Aim of the exercise =>
Copy out all the entries word for word.

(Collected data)
* * * * *

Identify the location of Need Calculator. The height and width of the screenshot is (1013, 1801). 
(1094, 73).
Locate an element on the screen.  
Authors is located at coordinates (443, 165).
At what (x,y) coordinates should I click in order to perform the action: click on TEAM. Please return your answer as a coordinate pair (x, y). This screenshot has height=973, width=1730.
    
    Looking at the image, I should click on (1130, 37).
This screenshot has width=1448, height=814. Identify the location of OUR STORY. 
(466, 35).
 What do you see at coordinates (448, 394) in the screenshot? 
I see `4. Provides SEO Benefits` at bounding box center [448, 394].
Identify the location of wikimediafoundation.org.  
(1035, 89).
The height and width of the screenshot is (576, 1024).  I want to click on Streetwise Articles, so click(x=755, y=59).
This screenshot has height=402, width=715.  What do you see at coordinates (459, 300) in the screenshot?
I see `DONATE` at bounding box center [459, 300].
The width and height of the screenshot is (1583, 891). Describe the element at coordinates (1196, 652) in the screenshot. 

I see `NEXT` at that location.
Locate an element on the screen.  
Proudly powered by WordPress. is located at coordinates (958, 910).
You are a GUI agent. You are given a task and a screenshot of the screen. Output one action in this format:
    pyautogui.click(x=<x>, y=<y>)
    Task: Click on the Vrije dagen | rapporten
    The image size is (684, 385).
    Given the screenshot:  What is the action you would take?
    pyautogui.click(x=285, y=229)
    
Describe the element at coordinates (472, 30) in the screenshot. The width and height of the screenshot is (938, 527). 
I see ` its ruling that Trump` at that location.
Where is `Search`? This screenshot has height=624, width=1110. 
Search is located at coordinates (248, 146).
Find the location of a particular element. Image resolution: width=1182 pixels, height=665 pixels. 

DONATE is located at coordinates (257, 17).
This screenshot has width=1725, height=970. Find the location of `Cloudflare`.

* * * * *

Response to the task =>
Identify the location of Need Calculator. The height and width of the screenshot is (1013, 1801). 
(1094, 73).
Locate an element on the screen.  
Authors is located at coordinates (443, 165).
At what (x,y) coordinates should I click in order to perform the action: click on TEAM. Please return your answer as a coordinate pair (x, y). This screenshot has height=973, width=1730.
    
    Looking at the image, I should click on (1130, 37).
This screenshot has width=1448, height=814. Identify the location of OUR STORY. 
(466, 35).
 What do you see at coordinates (448, 394) in the screenshot? 
I see `4. Provides SEO Benefits` at bounding box center [448, 394].
Identify the location of wikimediafoundation.org.  
(1035, 89).
The height and width of the screenshot is (576, 1024).  I want to click on Streetwise Articles, so click(x=755, y=59).
This screenshot has height=402, width=715.  What do you see at coordinates (459, 300) in the screenshot?
I see `DONATE` at bounding box center [459, 300].
The width and height of the screenshot is (1583, 891). Describe the element at coordinates (1196, 652) in the screenshot. 

I see `NEXT` at that location.
Locate an element on the screen.  
Proudly powered by WordPress. is located at coordinates (958, 910).
You are a GUI agent. You are given a task and a screenshot of the screen. Output one action in this format:
    pyautogui.click(x=<x>, y=<y>)
    Task: Click on the Vrije dagen | rapporten
    The image size is (684, 385).
    Given the screenshot:  What is the action you would take?
    pyautogui.click(x=285, y=229)
    
Describe the element at coordinates (472, 30) in the screenshot. The width and height of the screenshot is (938, 527). 
I see ` its ruling that Trump` at that location.
Where is `Search`? This screenshot has height=624, width=1110. 
Search is located at coordinates (248, 146).
Find the location of a particular element. Image resolution: width=1182 pixels, height=665 pixels. 

DONATE is located at coordinates (257, 17).
This screenshot has width=1725, height=970. Find the location of `Cloudflare`.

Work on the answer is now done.